Most verbs on this list are action verbs, since those are the ones that carry weight in writing and work best for games and prompts.
Verbs that need an object
One more split worth knowing, because it trips people up. Some verbs need an object to make sense, and some do not.
A transitive verb passes its action onto something. "She kicked the ball." Kicked what? The ball. Drop the object and it feels unfinished: "She kicked" leaves you waiting for the rest.
An intransitive verb stands on its own. "He slept." "The baby cried." Nothing else needed. And plenty of verbs work both ways depending on the sentence. "She runs" and "She runs a shop" are the same verb doing two different jobs.
Ways people use random verbs
- Writing warm-ups. Pull five verbs and write a sentence for each. Strong verbs are what make writing feel alive, so this is a good habit before a session.
- Tense and conjugation practice. If you are learning English, take a verb and run it through all its forms, past, present, future. The irregular ones are the ones worth drilling.
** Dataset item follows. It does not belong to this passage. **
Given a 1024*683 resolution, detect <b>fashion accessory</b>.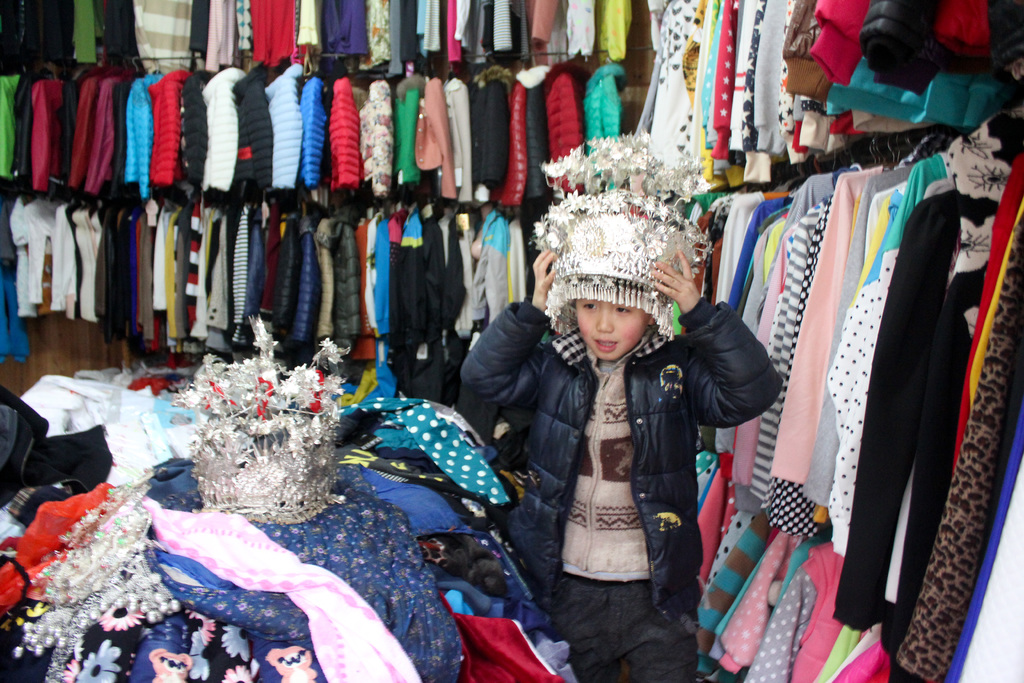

- Acting and party games. Charades and its cousins live on verbs, because a verb is something you can act out. A random one nobody could prepare for keeps it fair.
- Teaching. Quick, no-preparation material for grammar lessons, sentence-building, or spotting the verb in a sentence.
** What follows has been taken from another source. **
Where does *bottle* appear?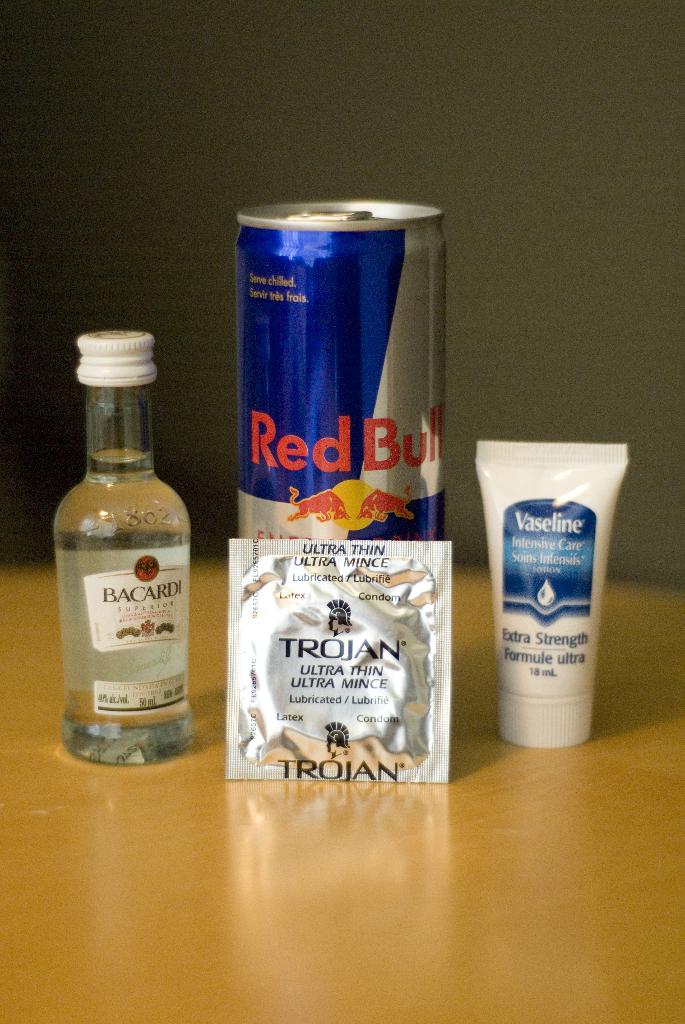
Appears at bbox=(45, 337, 198, 742).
Getting more from the filters
- To practise irregular past tenses, generate a batch and pick out the ones you know change oddly (go, take, break) before checking the rest.
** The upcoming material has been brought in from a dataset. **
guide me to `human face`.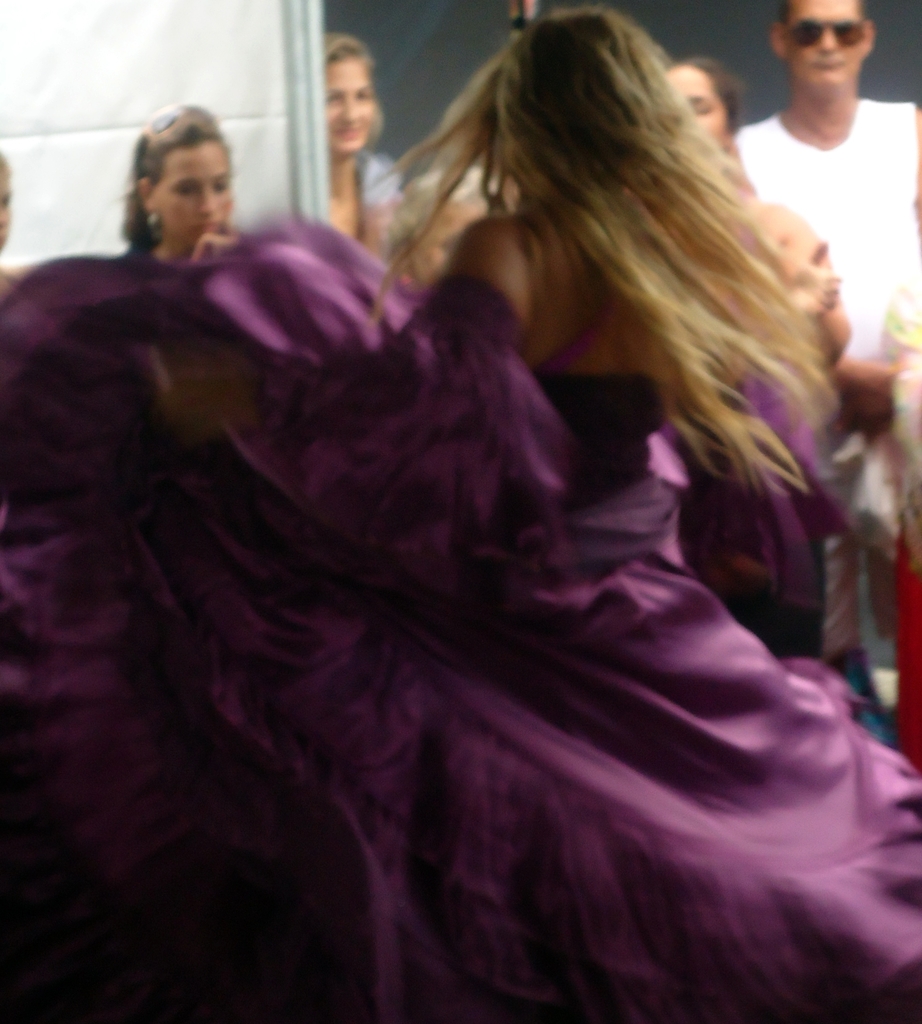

- Use the Contains box to focus a lesson. Want verbs with "ee" in them for a pronunciation drill? Type it in.
- If a filter returns fewer than you asked for, the list simply does not hold that many under that rule. Loosen it and go again.
Questions people ask
Is "run" a verb or a noun?
Both, depending on the sentence. "I run every morning" is a verb. "I went for a run" is a noun. English reuses words like this constantly. This tool gives you words in their verb sense.
What is an irregular verb?
One that does not follow the normal -ed pattern in the past tense. Go, went, gone. Take, took, taken. There is no rule behind them, so these are the ones worth memorising.
What is the base form of a verb?
The plain version with nothing added, the one that follows "to". To eat, to sleep, to write. Every other form is built from it, which is why this tool gives you verbs in that form.
What is the most common verb in English?
"Be" is generally counted the most frequent, followed by "have" and "do". They turn up everywhere because they double as helping verbs, not just main verbs.
References
Sarayu is an Assistant Lecturer at Herald College, currently studying Masters of Engineering at KU. She is a Software engineer and educator who enjoys writing, and publishes essays and articles. She helps to review word/text utilities for clarity and usability.